A friend request from pharmaceuticals
The drug industry has lagged behind in participating in social networking to market products. But despite the regulatory hazards, pharmaceutical companies are trying it out.
Businesses are looking to social networking websites, like facebook and twitter, to spread the word about their products. For the pharmaceutical industry, online networking could turn out to be a field of legal land mines. But companies are still trying it out.
Listen: [audio:sci20090223socialnet.mp3]
Transcript:
Analtech is a small biotech company in Newark with a big sense of humor. The company’s website has a Monty Python spoof advertising their product.
Movie: This film is brought to you by Analtech. Short A people, please grow up. And by the cyclograph…
But mis-pronounciation of Analtech, spelled a-n-a-l, is a minor problem compared to Internet firewalls, says spokesperson Ken Grant.
Grant: We’re getting reports from universities and companies saying that firewalls are blocking access to our website just because of the name.
Grant put out an online survey to get feedback about whether the company should change its name.
Grant: And unbeknownst to us, this thing got picked up in social media quickly, the responses were, quite frankly, phenomenal.
Social networks connect people online, who can read about each other and share information. Hundreds of people responded to the survey.
Grant: So that’s going to help guide us in our decisions as we move forward.
Grant is now trying to use networking sites, like twitter, facebook, and linkedin, to create greater buzz about the company’s products.
SFX: People chatter…
At a recent conference in Philadelphia, marketing people for pharmaceutical companies brainstormed ways for their industry to do the same thing. Marc Monseau is the director of corporate media relations at Johnson and Johnson.
Monseau: I think patients going online are increasingly trusting information that are coming from people like themselves rather than the more formal and controlled communications from companies.
Johnson and Johnson has a facebook page for mothers of children with ADHD and has posted ads on youtube. Monseau also blogs and uses twitter to broadcast real time company updates. The viral nature of these sites allows Johnson and Johnson to instantly access consumers and provide more information on products. But there’s a catch, says Steve Woodruff, the president of marketing company Impactiviti.
Woodruff: The way the web is going with social media, however, is all about user participation, dialog, user-generated content. Everything that goes against one-way, centralized communications.
One of the big problems with two-way marketing is something called adverse event reporting. Companies are required to send the Food and Drug Administration instances of bad things happening to people taking their drugs. Typically, there is a specific protocol with a doctor to report adverse events.
Woodruff: If somebody comes on to a company blog and says, I just grew a third leg and I was taking your drug, and you don’t know who that is, you don’t know how they were taking the drug, then you have what could be construed as an adverse event report, but there’s not a whole lot you can do about it.
Companies still have to abide by the usual marketing regulations. But there’s not a whole lot of guidance from the FDA regarding social networking, says Pharma Marketing blogger John Mack.
Mack: The FDA, well frankly, they’re pretty swamped already with trying to review print and TV ads and they can’t even keep up with that. How are they going to keep up with the Internet?
And how can consumers trust the information? Bill Vaughan is a health policy analyst at Consumers Union. He says there needs to be guidelines to protect patients from covert advertisers posing as Facebook friends.
Vaughan: Consumers need to be suspicious. This person says it’s great. Are they on the payroll? Did they get a trip to Hawaii to talk about it? There’s more than meets the eye in some of these testimonials.
But online marketing might actually be useful for consumers. John Mack at Pharma Marketing says there’s a lot more information a company can relate about side effects and drug interactions online, than in a 30-second TV spot.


TASK TO COMPLETE - Without carrying over a single picture, write out the records below exactly.

INPUT FOR THIS TASK -
------------------------------

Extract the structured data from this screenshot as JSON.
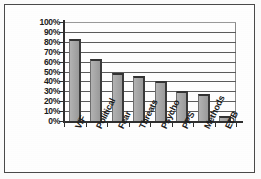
{
  "chart_data": {
    "type": "bar",
    "title": "",
    "subtitle": "",
    "xlabel": "",
    "ylabel": "",
    "categories": [
      "V/F",
      "Political",
      "Fear",
      "Threats",
      "Psycho",
      "PPS",
      "Methods",
      "EDB"
    ],
    "values": [
      83,
      63,
      49,
      45,
      40,
      30,
      27,
      5
    ],
    "value_labels": [
      "83%",
      "63%",
      "49%",
      "45%",
      "40%",
      "30%",
      "27%",
      "5%"
    ],
    "ylim": [
      0,
      100
    ],
    "ytick_labels": [
      "100%",
      "90%",
      "80%",
      "70%",
      "60%",
      "50%",
      "40%",
      "30%",
      "20%",
      "10%",
      "0%"
    ],
    "ytick_values": [
      100,
      90,
      80,
      70,
      60,
      50,
      40,
      30,
      20,
      10,
      0
    ],
    "grid": true,
    "grid_axis": "y",
    "legend": false,
    "legend_position": "none",
    "series": [
      {
        "name": "",
        "values": [
          83,
          63,
          49,
          45,
          40,
          30,
          27,
          5
        ]
      }
    ],
    "colors": {
      "bar_fill": "#a9a9a9",
      "bar_edge": "#333333",
      "axis": "#2f2f2f",
      "grid": "#5c5c5c",
      "text": "#1c1c1c",
      "background": "#ffffff",
      "frame_border": "#4a4a4a"
    }
  }
}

------------------------------

OUTPUT BELOW -
Extract the structured data from this screenshot as JSON.
{
  "chart_data": {
    "type": "bar",
    "title": "",
    "subtitle": "",
    "xlabel": "",
    "ylabel": "",
    "categories": [
      "V/F",
      "Political",
      "Fear",
      "Threats",
      "Psycho",
      "PPS",
      "Methods",
      "EDB"
    ],
    "values": [
      83,
      63,
      49,
      45,
      40,
      30,
      27,
      5
    ],
    "value_labels": [
      "83%",
      "63%",
      "49%",
      "45%",
      "40%",
      "30%",
      "27%",
      "5%"
    ],
    "ylim": [
      0,
      100
    ],
    "ytick_labels": [
      "100%",
      "90%",
      "80%",
      "70%",
      "60%",
      "50%",
      "40%",
      "30%",
      "20%",
      "10%",
      "0%"
    ],
    "ytick_values": [
      100,
      90,
      80,
      70,
      60,
      50,
      40,
      30,
      20,
      10,
      0
    ],
    "grid": true,
    "grid_axis": "y",
    "legend": false,
    "legend_position": "none",
    "series": [
      {
        "name": "",
        "values": [
          83,
          63,
          49,
          45,
          40,
          30,
          27,
          5
        ]
      }
    ],
    "colors": {
      "bar_fill": "#a9a9a9",
      "bar_edge": "#333333",
      "axis": "#2f2f2f",
      "grid": "#5c5c5c",
      "text": "#1c1c1c",
      "background": "#ffffff",
      "frame_border": "#4a4a4a"
    }
  }
}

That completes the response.